Social media can be prime drivers of brand awareness and online reputation, and social platforms are currently the favorite places to engage with brand loyalists. Customers who spend a lot of time in social media are more open to new ideas, more likely to switch brands, more likely to relay positive brand experiences, and more likely to defend brands they love. In short, they are the alpha-communicators. And you want them talking about your brands.
However, these platforms are not what they used to be. Facebook, for example was once a great place to get your brand in front of customers without having to pay for it (so-called earned media). That party lasted only 2-3 years. Today, Facebook is a paid media platform, since it has adjusted its algorithms to effectively block brand posts from reaching more than about 2 per cent of fans. Twitter is following suit, and we expect all other social platforms to soon be charging to reach the audiences you have built.
To continue pursuing the same approach as you did last year is simply not productive.
Godfrey is breathtakingly brilliant on social media strategy. He is a limitless source of deep insights as well as being helpful and supportive. He revolutionised my social media marketing approach with fantastic results. James Forson, The Stakeholder Engagement Guy
Social activity is not marketing performance, and brand success will not flow automatically from simply publishing content.
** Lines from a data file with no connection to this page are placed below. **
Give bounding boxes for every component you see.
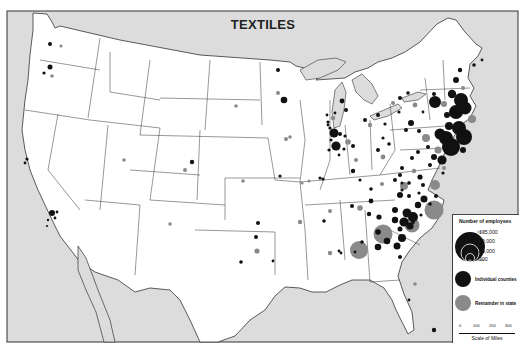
county-symbol [397,110,400,113]
us-map [0,0,526,347]
county-symbol [460,147,466,153]
county-symbol [410,156,414,160]
map-title: TEXTILES [0,17,526,32]
state-remainder-symbol [391,101,395,105]
county-symbol [398,227,403,232]
state-remainder-symbol [425,201,444,220]
county-symbol [358,178,361,181]
county-symbol [406,91,410,95]
county-symbol [48,65,53,70]
county-symbol [459,102,472,115]
state-remainder-symbol [288,135,292,139]
county-symbol [190,160,194,164]
county-symbol [444,112,450,118]
county-symbol [328,126,331,129]
county-symbol [47,219,49,221]
county-symbol [398,255,402,259]
size-label-10000: 10,000 [479,248,495,254]
county-symbol [416,150,420,154]
size-label-500: 500 [479,256,488,262]
state-remainder-symbol [468,115,476,123]
state-remainder-symbol [345,139,351,145]
county-symbol [437,155,446,164]
county-symbol [415,202,421,208]
county-symbol [278,174,281,177]
county-symbol [458,68,462,72]
state-remainder-symbol [183,168,187,172]
county-symbol [340,252,343,255]
county-symbol [408,299,411,302]
county-symbol [398,96,402,100]
county-symbol [256,221,260,225]
county-symbol [411,220,415,224]
county-symbol [398,173,402,177]
state-remainder-symbol [381,155,386,160]
state-remainder-symbol [234,104,238,108]
state-remainder-symbol [331,116,335,120]
state-remainder-symbol [412,169,416,173]
state-remainder-symbol [413,103,418,108]
county-symbol [322,219,326,223]
county-symbol [54,217,57,220]
county-symbol [448,90,456,98]
county-symbol [383,122,386,125]
county-symbol [334,112,337,115]
county-symbol [419,213,422,216]
county-symbol [338,132,342,136]
county-symbol [281,97,288,104]
county-symbol [363,118,367,122]
county-symbol [42,71,45,74]
county-symbol [403,209,412,218]
state-remainder-symbol [284,137,288,141]
county-symbol [369,199,374,204]
size-label-50000: 50,000 [479,238,495,244]
county-symbol [394,243,401,250]
state-remainder-symbol [354,158,358,162]
county-symbol [400,181,403,184]
county-symbol [400,188,403,191]
county-symbol [428,163,432,167]
state-remainder-symbol [241,179,245,183]
county-symbol [481,59,484,62]
legend-heading: Number of employees [459,218,511,224]
legend-item-counties: Individual counties [455,271,517,287]
state-remainder-symbol [368,123,372,127]
state-remainder-symbol [430,180,440,190]
county-symbol [376,113,380,117]
size-label-135000: 135,000 [479,229,498,235]
county-symbol [318,176,321,179]
county-symbol [431,154,437,160]
county-symbol [276,68,280,72]
county-symbol [393,178,397,182]
county-symbol [407,194,411,198]
county-symbol [25,157,28,160]
county-symbol [272,260,275,263]
county-symbol [354,251,357,254]
state-remainder-symbol [276,91,280,95]
county-symbol [376,214,381,219]
county-symbol [342,147,345,150]
state-remainder-symbol [435,147,442,154]
state-remainder-symbol [422,134,430,142]
legend-item-remainder: Remainder in state [455,295,516,311]
county-symbol [417,129,421,133]
county-symbol [367,212,371,216]
county-symbol [435,129,446,140]
county-symbol [408,120,414,126]
county-symbol [350,204,354,208]
county-symbol [360,240,364,244]
county-symbol [453,77,459,83]
county-symbol [343,134,346,137]
county-symbol [398,234,406,242]
county-symbol [445,122,453,130]
county-symbol [24,162,27,165]
county-symbol [46,225,48,227]
state-remainder-symbol [50,74,54,78]
county-symbol [338,154,341,157]
state-remainder-symbol [328,251,332,255]
state-remainder-symbol [413,282,417,286]
county-symbol [417,174,422,179]
county-symbol [381,136,384,139]
county-symbol [56,211,59,214]
county-symbol [432,92,436,96]
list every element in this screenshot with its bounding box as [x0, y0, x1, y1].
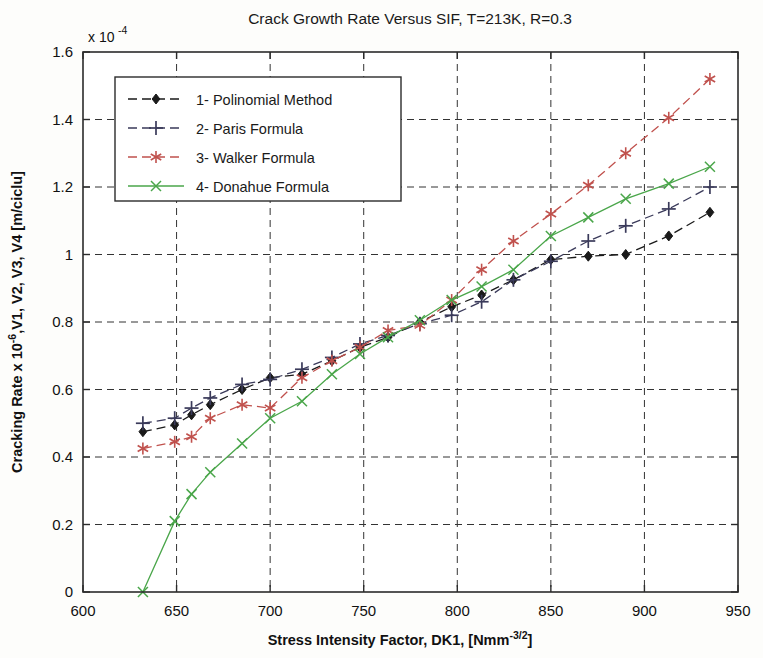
x-tick-label: 750: [351, 602, 376, 619]
x-tick-label: 950: [725, 602, 750, 619]
y-axis-label-tail: ,V1, V2, V3, V4 [m/ciclu]: [9, 171, 25, 334]
legend-label-1[interactable]: 1- Polinomial Method: [196, 92, 332, 108]
legend-label-4[interactable]: 4- Donahue Formula: [196, 179, 330, 195]
y-tick-label: 1.2: [52, 178, 73, 195]
figure-canvas: 600650700750800850900950 00.20.40.60.811…: [0, 0, 763, 658]
y-axis-multiplier-base: x 10: [88, 29, 115, 45]
y-axis-label-exponent: -6: [6, 334, 18, 343]
x-tick-label: 700: [258, 602, 283, 619]
legend[interactable]: 1- Polinomial Method2- Paris Formula3- W…: [115, 77, 401, 201]
y-tick-label: 1: [65, 246, 73, 263]
x-tick-label: 600: [70, 602, 95, 619]
x-tick-labels: 600650700750800850900950: [70, 602, 750, 619]
y-tick-label: 0.2: [52, 516, 73, 533]
y-tick-label: 0.8: [52, 313, 73, 330]
y-tick-label: 0.6: [52, 381, 73, 398]
legend-label-2[interactable]: 2- Paris Formula: [196, 121, 304, 137]
x-axis-label-main: Stress Intensity Factor, DK1, [Nmm: [268, 632, 510, 648]
x-tick-label: 850: [538, 602, 563, 619]
legend-label-3[interactable]: 3- Walker Formula: [196, 150, 316, 166]
chart-title: Crack Growth Rate Versus SIF, T=213K, R=…: [248, 10, 572, 27]
x-axis-label: Stress Intensity Factor, DK1, [Nmm-3/2]: [268, 629, 533, 648]
x-axis-label-exponent: -3/2: [509, 629, 527, 641]
y-tick-label: 0.4: [52, 448, 73, 465]
x-tick-label: 800: [445, 602, 470, 619]
y-axis-multiplier-exponent: -4: [118, 24, 127, 36]
y-tick-label: 1.6: [52, 43, 73, 60]
y-axis-label-main: Cracking Rate x 10: [9, 343, 25, 473]
x-tick-label: 900: [632, 602, 657, 619]
y-tick-label: 1.4: [52, 111, 73, 128]
x-axis-label-tail: ]: [528, 632, 533, 648]
y-tick-label: 0: [65, 583, 73, 600]
chart-plot: 600650700750800850900950 00.20.40.60.811…: [0, 0, 763, 658]
x-tick-label: 650: [164, 602, 189, 619]
y-tick-labels: 00.20.40.60.811.21.41.6: [52, 43, 73, 600]
y-axis-label: Cracking Rate x 10-6,V1, V2, V3, V4 [m/c…: [6, 171, 25, 473]
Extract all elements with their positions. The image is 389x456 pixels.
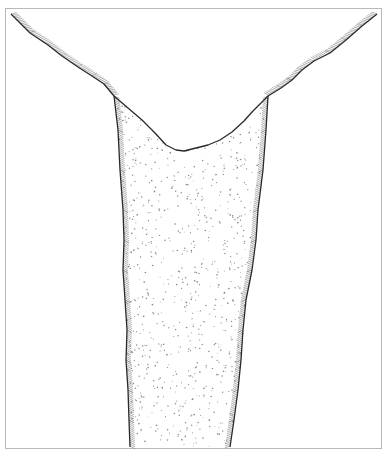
outlines xyxy=(11,14,377,447)
trench-illustration xyxy=(0,0,389,456)
hatching xyxy=(11,12,377,449)
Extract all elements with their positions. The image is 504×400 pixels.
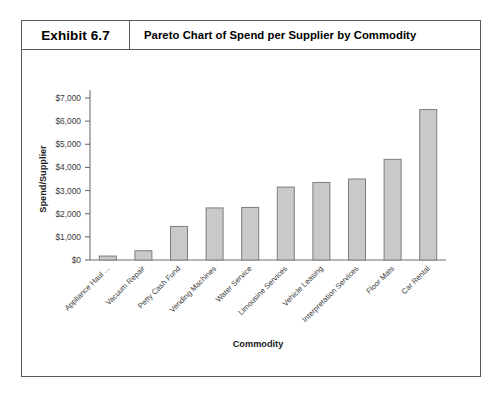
exhibit-frame: Exhibit 6.7 Pareto Chart of Spend per Su… — [21, 20, 481, 377]
bar — [313, 182, 330, 260]
exhibit-header: Exhibit 6.7 Pareto Chart of Spend per Su… — [22, 21, 480, 50]
y-tick-label: $0 — [72, 255, 82, 265]
y-tick-label: $3,000 — [55, 186, 81, 196]
bar — [242, 207, 259, 260]
x-axis-tick-labels: Appliance Haul ...Vacuum RepairPetty Cas… — [63, 264, 432, 324]
chart-svg: $0$1,000$2,000$3,000$4,000$5,000$6,000$7… — [22, 50, 480, 376]
bar — [277, 187, 294, 260]
y-axis-title: Spend/Supplier — [38, 145, 48, 213]
y-tick-label: $5,000 — [55, 139, 81, 149]
y-tick-label: $6,000 — [55, 116, 81, 126]
y-tick-label: $4,000 — [55, 162, 81, 172]
bar — [206, 208, 223, 260]
bar-series — [99, 110, 436, 260]
y-tick-label: $7,000 — [55, 93, 81, 103]
bar — [420, 110, 437, 260]
x-tick-label: Car Rental — [400, 264, 432, 296]
bar — [384, 159, 401, 260]
x-axis-title: Commodity — [233, 339, 284, 349]
y-tick-label: $1,000 — [55, 232, 81, 242]
y-axis-ticks: $0$1,000$2,000$3,000$4,000$5,000$6,000$7… — [55, 93, 90, 265]
bar — [171, 226, 188, 260]
bar — [135, 251, 152, 260]
bar — [349, 179, 366, 260]
x-tick-label: Appliance Haul ... — [63, 264, 111, 312]
pareto-chart: $0$1,000$2,000$3,000$4,000$5,000$6,000$7… — [22, 50, 480, 376]
y-tick-label: $2,000 — [55, 209, 81, 219]
x-tick-label: Floor Mats — [364, 264, 396, 296]
exhibit-title-label: Pareto Chart of Spend per Supplier by Co… — [130, 21, 480, 49]
exhibit-number-label: Exhibit 6.7 — [22, 21, 130, 49]
bar — [99, 256, 116, 260]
Brands have to continually re-evaluate what they are doing to engage customers, and where and how they are doing it. Social media must be guided by a customer-centric content strategy that fits into a clear commercial strategy. And, in the process of defining those strategies, you may find that the big-name platforms are not the most productive places to socially engage your target markets.
Perhaps there are niche networks where the quality of conversation, the ability to add real value, and the capacity to form strong brand relationships, is far greater. Perhaps you will find that on-domain social (such as a blog) should be the hub of your brand’s social media activity – the place to which you can direct your fans, and which you own and control.
Talk to us about developing strategic approaches that save you time and get maximum value from the social spaces where your markets invest their quality time.